Agriculture Reference
In-Depth Information
Chapter 17
Fighting Mother Nature
with Biotechnology
Alan McHughen
Introduction
Some two hundred years ago, Thomas Malthus (1766-1834), in thinking about the growth
of the global human population and the various restraints on such population growth,
predicted that humans would sooner or later run out of food and other resources and then
suffer a catastrophic population crash (Malthus 1798). He may have predicted “sooner”
due to ravages of disease, pestilence, and war, but humanity's creative capacity for innova-
tion drove such technological advances as irrigation, fertilizers, plant breeding and ani-
mal husbandry, food preservation storage and transport, along with contaminant control
technologies, modern medical interventions, and other subsequent human manipula-
tions to tweak the food/feed/fiber and fisheries supply to push the “sooner” into “later.”
Nevertheless, Malthus's fundamental argument is sound. We humans inhabit a physically
limited planet with finite resources constraining and denying our fervent desire for or—at
least history of—continued human population growth. The “later” is nigh.
More than 6.8 billion living humans currently occupy Earth. The natural carry-
ing capacity of the planet—that is, Earth's ability to sustain a human population with-
out human technical intervention and without depletion of sustaining resources—is
vigorously debated, but most experts cite 3 to 4 billion or so (see, e.g., Cohen 1995;
Ehrlich and Ehrlich 1990; Ehrlich and Holdren 1971; Pulliam and Haddad 1994) with
the techno-optimists saying we could sustain perhaps 10 billion humans, but only with
massive technological intervention combined with global dietary belt tightening (Smil
2001). The human population and eating habits are, therefore, already unsustainable.
More than a billion humans are chronically malnourished; more than 1,000 humans die
every hour attributable to lack of sustenance ( http://www.afaceaface.org/blog/2011/01/
facts-on-world-hunger/ ). And yet the human population continues to rise, with an
expected peak of more than 9 billion before leveling of around 2050.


YOUR OBJECTIVE: Could you retype the records below exactly as they appear, skipping any pictures?

MATERIAL SUPPLIED section start

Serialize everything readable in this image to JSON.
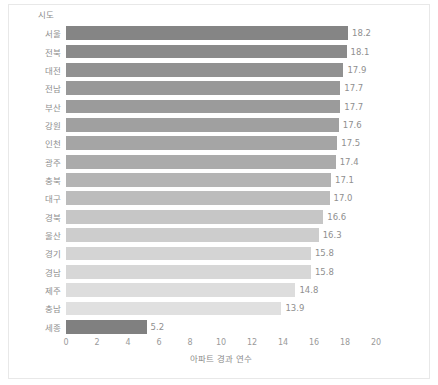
{
  "chart_data": {
    "type": "bar",
    "orientation": "horizontal",
    "title": "",
    "ylabel": "시도",
    "xlabel": "아파트 경과 연수",
    "xlim": [
      0,
      20
    ],
    "xticks": [
      0,
      2,
      4,
      6,
      8,
      10,
      12,
      14,
      16,
      18,
      20
    ],
    "xtick_labels": [
      "0",
      "2",
      "4",
      "6",
      "8",
      "10",
      "12",
      "14",
      "16",
      "18",
      "20"
    ],
    "grid": false,
    "legend": false,
    "categories": [
      "서울",
      "전북",
      "대전",
      "전남",
      "부산",
      "강원",
      "인천",
      "광주",
      "충북",
      "대구",
      "경북",
      "울산",
      "경기",
      "경남",
      "제주",
      "충남",
      "세종"
    ],
    "values": [
      18.2,
      18.1,
      17.9,
      17.7,
      17.7,
      17.6,
      17.5,
      17.4,
      17.1,
      17.0,
      16.6,
      16.3,
      15.8,
      15.8,
      14.8,
      13.9,
      5.2
    ],
    "value_labels": [
      "18.2",
      "18.1",
      "17.9",
      "17.7",
      "17.7",
      "17.6",
      "17.5",
      "17.4",
      "17.1",
      "17.0",
      "16.6",
      "16.3",
      "15.8",
      "15.8",
      "14.8",
      "13.9",
      "5.2"
    ],
    "bar_colors": [
      "#858585",
      "#8a8a8a",
      "#919191",
      "#989898",
      "#9b9b9b",
      "#a0a0a0",
      "#a5a5a5",
      "#ababab",
      "#b4b4b4",
      "#bcbcbc",
      "#c6c6c6",
      "#cdcdcd",
      "#d4d4d4",
      "#d7d7d7",
      "#dddddd",
      "#e0e0e0",
      "#808080"
    ]
  },
  "colors": {
    "background": "#ffffff",
    "frame": "#e8e8e8",
    "axis_text": "#8f8f8f",
    "tick_text": "#9a9a9a"
  }
}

MATERIAL SUPPLIED section end

REPLY TO THE TASK:
Serialize everything readable in this image to JSON.
{
  "chart_data": {
    "type": "bar",
    "orientation": "horizontal",
    "title": "",
    "ylabel": "시도",
    "xlabel": "아파트 경과 연수",
    "xlim": [
      0,
      20
    ],
    "xticks": [
      0,
      2,
      4,
      6,
      8,
      10,
      12,
      14,
      16,
      18,
      20
    ],
    "xtick_labels": [
      "0",
      "2",
      "4",
      "6",
      "8",
      "10",
      "12",
      "14",
      "16",
      "18",
      "20"
    ],
    "grid": false,
    "legend": false,
    "categories": [
      "서울",
      "전북",
      "대전",
      "전남",
      "부산",
      "강원",
      "인천",
      "광주",
      "충북",
      "대구",
      "경북",
      "울산",
      "경기",
      "경남",
      "제주",
      "충남",
      "세종"
    ],
    "values": [
      18.2,
      18.1,
      17.9,
      17.7,
      17.7,
      17.6,
      17.5,
      17.4,
      17.1,
      17.0,
      16.6,
      16.3,
      15.8,
      15.8,
      14.8,
      13.9,
      5.2
    ],
    "value_labels": [
      "18.2",
      "18.1",
      "17.9",
      "17.7",
      "17.7",
      "17.6",
      "17.5",
      "17.4",
      "17.1",
      "17.0",
      "16.6",
      "16.3",
      "15.8",
      "15.8",
      "14.8",
      "13.9",
      "5.2"
    ],
    "bar_colors": [
      "#858585",
      "#8a8a8a",
      "#919191",
      "#989898",
      "#9b9b9b",
      "#a0a0a0",
      "#a5a5a5",
      "#ababab",
      "#b4b4b4",
      "#bcbcbc",
      "#c6c6c6",
      "#cdcdcd",
      "#d4d4d4",
      "#d7d7d7",
      "#dddddd",
      "#e0e0e0",
      "#808080"
    ]
  },
  "colors": {
    "background": "#ffffff",
    "frame": "#e8e8e8",
    "axis_text": "#8f8f8f",
    "tick_text": "#9a9a9a"
  }
}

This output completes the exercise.